We'd also allocate more time to upfront data cleanup. Trying to migrate dirty data into a strict schema is an endless source of complications. Better to spend two weeks auditing and cleaning than two months fixing migration scripts that fail on unforeseen edge cases.
Technically, using a modern ORM (we chose Prisma) was decisive. It manages schema migrations in a versioned way, generates typesafe code, eases team collaboration. Pairing PostgreSQL with Supabase gave us a complete stack (auth, storage, realtime) that compensated for the Firebase features we were dropping. This ecosystem coherence simplified the transition.
Finally, communicate better with the business. The migration impacted the product roadmap for six months. Some features were delayed, others simplified to ease the transition. Getting product managers on board, showing them medium-term benefits, prevents frustration and rushed decisions.
Firebase remains an excellent solution for rapid prototyping or applications with simple, predictable patterns. But as complexity grows, volumes climb, and you need fine control over costs and architecture, PostgreSQL wins. This migration cost us six months of effort and significant learning. It also freed us from an unsustainable budget trajectory and returned control of our data stack. Every context is unique, but if your Firebase bill makes you wince every month, maybe it's time to seriously explore relational alternatives.
Frequently Asked Questions
Why migrate from Firebase to PostgreSQL to reduce cloud costs?▼
Firebase applies a pay-as-you-go usage model that becomes very expensive at scale, while PostgreSQL offers predictable and controlled costs. By migrating to a self-hosted or managed relational database, you eliminate Firebase's proprietary infrastructure fees and benefit from significant economies of scale, typically achieving 70-80% savings for high-volume workloads.

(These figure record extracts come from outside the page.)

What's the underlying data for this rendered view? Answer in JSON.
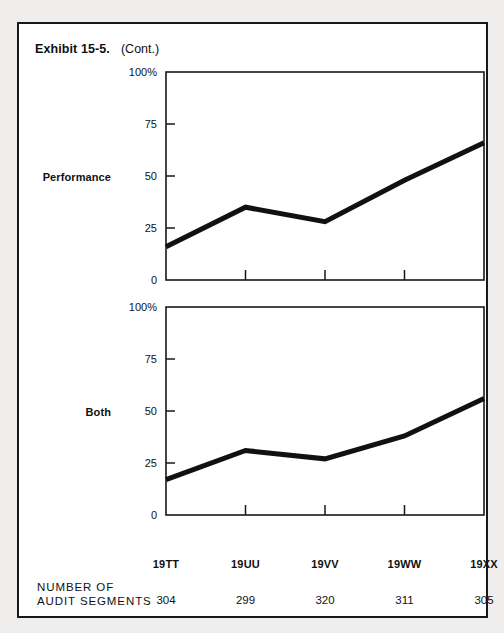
{
  "exhibit": {
    "number": "Exhibit 15-5.",
    "continued": "(Cont.)"
  },
  "charts": [
    {
      "id": "performance",
      "label": "Performance"
    },
    {
      "id": "both",
      "label": "Both"
    }
  ],
  "footer": {
    "caption_line1": "NUMBER OF",
    "caption_line2": "AUDIT SEGMENTS",
    "values": [
      "304",
      "299",
      "320",
      "311",
      "305"
    ]
  },
  "chart_data": [
    {
      "type": "line",
      "title": "Performance",
      "xlabel": "",
      "ylabel": "",
      "categories": [
        "19TT",
        "19UU",
        "19VV",
        "19WW",
        "19XX"
      ],
      "values": [
        16,
        35,
        28,
        48,
        66
      ],
      "ylim": [
        0,
        100
      ],
      "ytick_values": [
        0,
        25,
        50,
        75,
        100
      ],
      "ytick_labels": [
        "0",
        "25",
        "50",
        "75",
        "100%"
      ],
      "grid": false,
      "legend": "none",
      "line_color": "#111111"
    },
    {
      "type": "line",
      "title": "Both",
      "xlabel": "",
      "ylabel": "",
      "categories": [
        "19TT",
        "19UU",
        "19VV",
        "19WW",
        "19XX"
      ],
      "values": [
        17,
        31,
        27,
        38,
        56
      ],
      "ylim": [
        0,
        100
      ],
      "ytick_values": [
        0,
        25,
        50,
        75,
        100
      ],
      "ytick_labels": [
        "0",
        "25",
        "50",
        "75",
        "100%"
      ],
      "grid": false,
      "legend": "none",
      "line_color": "#111111"
    }
  ]
}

What are the main challenges when migrating from Firebase to PostgreSQL?▼
The challenges include data restructuring (Firebase uses NoSQL documents while PostgreSQL is relational), migrating business logic and indexes, and managing application downtime. You'll also need to train your team on SQL concepts and handle architectural differences like Firebase's lack of native distributed transactions.
How long does it take to migrate an application from Firebase to PostgreSQL?▼
The timeline depends on your architecture's complexity, data volume, and team size. A medium-scale migration typically takes 2 to 6 months, including preparation, data migration, testing, and performance optimization. Smaller projects can be migrated in a few weeks, while complex systems require several months of planning.
What tools should I use to migrate data from Firebase to PostgreSQL?▼
Common tools include Firestore Export/Import to export Firebase data in JSON format, then tools like pgAdmin, DBeaver, or custom Python scripts to load the data into PostgreSQL. You can also leverage managed migration services like AWS Database Migration Service if your data flows through AWS.
How can I ensure service continuity when migrating from Firebase to PostgreSQL?▼
Implement a phased migration strategy using dual-write mode (simultaneous writes to both Firebase and PostgreSQL), conduct thorough testing in your staging environment, and schedule your cutover window during off-peak hours. Version your code to enable quick rollbacks if issues arise, and maintain data synchronization until you've completed the full cutover.